What stays on your laptop, what touches our server, and a straight word on the AI.
Stored in a SQLite file inside your app folder. We can't read it. Wipe the file, it's gone.
Just enough to keep your licence honest and the AI features working. No analytics, no trackers, no resale.
Every pitch you send goes straight from your Gmail to the employer. Bushpass is the typewriter that helps you draft, queue and log them. Your Gmail is the postbox. We never see, store or relay the message.
Translation: Bushpass works on a plane, on a 4G hotspot in the middle of WA, and at the back of a hostel where the WiFi only does Facebook.
CV polish, email rewriter, payslip scanner, eligibility checks. All of it runs through a regular language model. Clever, yes. Perfect, no.
It can get a date wrong or miss context. Always read before you save or send. Treat its take as a mate's opinion at the pub, not gospel. We tell you this on page one of the app too.
Gatekeeper, the macOS security layer, shows a “cannot verify this app” dialog on first launch for any app it hasn’t seen before. On macOS Tahoe (26.x) the supported approval path is System Settings → Privacy & Security → Open Anyway. Standard behaviour for any small-shop desktop app without an Apple Developer ID.
We walk through the exact clicks on the install page. ~30 seconds, you only do it once per Mac. From the second launch onward, Bushpass behaves like any other app.
“Apple could not verify Bushpass is free of malware.”
Click Done, open System Settings → Privacy & Security, scroll to the Security block, click Open Anyway. Relaunch, click Open. Forever clean from there.
The full data-handling story is in the privacy policy. The legal fine print sits in the terms of service. Both kept short and skimmable, no Latin.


- [Problem statement]: Copy out every line of the listing in which "breadcrumb" appears.

- [Exercise data]:
※

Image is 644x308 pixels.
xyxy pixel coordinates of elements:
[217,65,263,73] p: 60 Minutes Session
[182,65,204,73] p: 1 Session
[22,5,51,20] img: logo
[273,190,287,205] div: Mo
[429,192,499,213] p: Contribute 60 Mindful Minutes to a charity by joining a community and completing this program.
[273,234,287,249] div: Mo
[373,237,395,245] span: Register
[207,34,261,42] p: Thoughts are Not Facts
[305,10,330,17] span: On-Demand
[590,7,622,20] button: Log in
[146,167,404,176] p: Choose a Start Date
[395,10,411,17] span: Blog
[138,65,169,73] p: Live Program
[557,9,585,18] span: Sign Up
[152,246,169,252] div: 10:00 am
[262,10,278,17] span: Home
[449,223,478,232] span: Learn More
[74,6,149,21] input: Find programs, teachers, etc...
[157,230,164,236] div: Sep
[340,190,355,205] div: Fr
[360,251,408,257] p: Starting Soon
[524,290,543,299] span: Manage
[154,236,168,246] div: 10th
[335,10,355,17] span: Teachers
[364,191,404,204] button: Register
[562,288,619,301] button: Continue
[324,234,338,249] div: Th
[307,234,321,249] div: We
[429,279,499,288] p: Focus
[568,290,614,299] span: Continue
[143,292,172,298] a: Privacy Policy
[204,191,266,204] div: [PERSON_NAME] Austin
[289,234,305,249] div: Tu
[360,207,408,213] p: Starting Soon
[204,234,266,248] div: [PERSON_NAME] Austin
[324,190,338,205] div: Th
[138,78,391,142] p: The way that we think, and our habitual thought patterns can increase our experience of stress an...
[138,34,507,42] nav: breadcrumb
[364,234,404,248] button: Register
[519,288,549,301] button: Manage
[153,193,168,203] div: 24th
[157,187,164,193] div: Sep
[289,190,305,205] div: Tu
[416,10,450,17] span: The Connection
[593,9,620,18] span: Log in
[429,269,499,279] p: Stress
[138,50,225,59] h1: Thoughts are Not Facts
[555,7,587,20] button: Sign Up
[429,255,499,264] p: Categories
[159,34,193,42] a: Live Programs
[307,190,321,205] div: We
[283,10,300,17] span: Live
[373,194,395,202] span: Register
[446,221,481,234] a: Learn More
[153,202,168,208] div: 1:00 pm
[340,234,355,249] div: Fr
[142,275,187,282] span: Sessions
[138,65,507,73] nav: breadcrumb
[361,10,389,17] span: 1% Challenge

※

- [Solved problem]:
[138,34,507,42] nav: breadcrumb
[138,65,507,73] nav: breadcrumb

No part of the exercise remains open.